The lower ends are normally good for around 5-600ish horsepower, so a good going over with whatever is needed to bring into specs (grind, new bearings, upgraded rod bolts, etc), is normally all that is needed with these engines. Going for high rpm and high horsepower instances will necessitate 4 bolt mains and a forged crank.
I'm repowering my stock 390 to a mild 460 myself. I ultimately bought one from Scotty the Mad Porter on the 460ford.com forums for about the same as it would have cost to do it myself, as a unique deal. I highly recommend adding that forum to your box of informative tools. Here's a build chart that should get you in the neighborhood for what you are trying to do.

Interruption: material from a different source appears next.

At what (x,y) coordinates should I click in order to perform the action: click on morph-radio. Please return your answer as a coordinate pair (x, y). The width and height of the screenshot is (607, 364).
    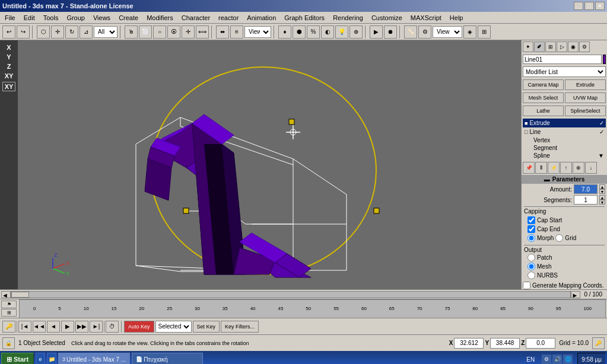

This definitely helps! Thank you! The 460 is completely stock and original to my '75 F-350 Super Camper Special Ranger XLT. My overall goal for the truck is to have a mildly built cruiser. Nothing too crazy. If I can leave the lower end relatively stock for now (aside from new bearings and pistons) that'd be a big help. I want to throw in a larger cam, alum intake and better carb and of course heads. I'm just having a hard time matching the proper valve train parts for the best performance.

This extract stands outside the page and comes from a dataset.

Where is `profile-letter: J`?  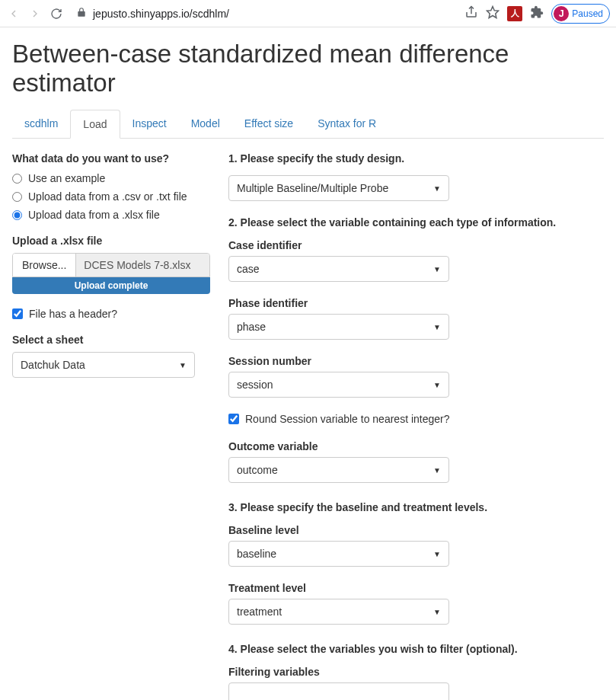
profile-letter: J is located at coordinates (562, 14).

Use a 429 CJ cam, Edelbrock heads, and a stelth intake with a 750 cc carb,
HMMMM! Ok your stock pistons will yield the goals you are after. Adome will be WAY more compression than a camper special will need. The heads give the compression on this build, if you are after new pistons, and higher compression then keep your d3 castings and buy pistons but you are spending a lot of unnecessary dollars by buying DOVEs AND pistons, unless you already have one or the other. The bottom end is weak on the rods, your engine has the old style rods, get the cobra jet or new style truck rods, don't worry, don't listen to hype about how your old rods are good, get the good rods. Flat out. There isn't a machine shop i have ever walked into that doesn't have several of those broken rods "old" rods hanging on the wall of war, and if anyone asks why not usemy old style rods? show them the wall of war. It is amazing... they all break in the same place. your rods and 500hp will be a recipe for destruction, and thats it. shoot for 9.5-10:1 compression. Budget for some kind of improved exhaust. headers or something. cam it with a 260-265 a split pattern helps here (more exhaust duration) your crank is fine for anything pump gas i would hope,
You say you want a mild built cruiser, if that's the case you need to forget compression over the mid 9's and don't worry about the performance stuff.
any cam worth a crap will tell you what springs you need. there is no way to know what push rods you need until you're ready to put them in, check your geometry and preload if you don't have adjustable rockers and buy accordingly. I use Smith Bros and get custom length .
I would very highly recommend a roller cam . better yet a custom grind roller cam with specs built for your build and needs. or only a few dollars more you can get an expert to spec a cam and get it ground from just about any of the manufactures. I started doing this and I'll never go back to the cookie cuter cams again. I can give you the contact info on the guy I use if you're interested.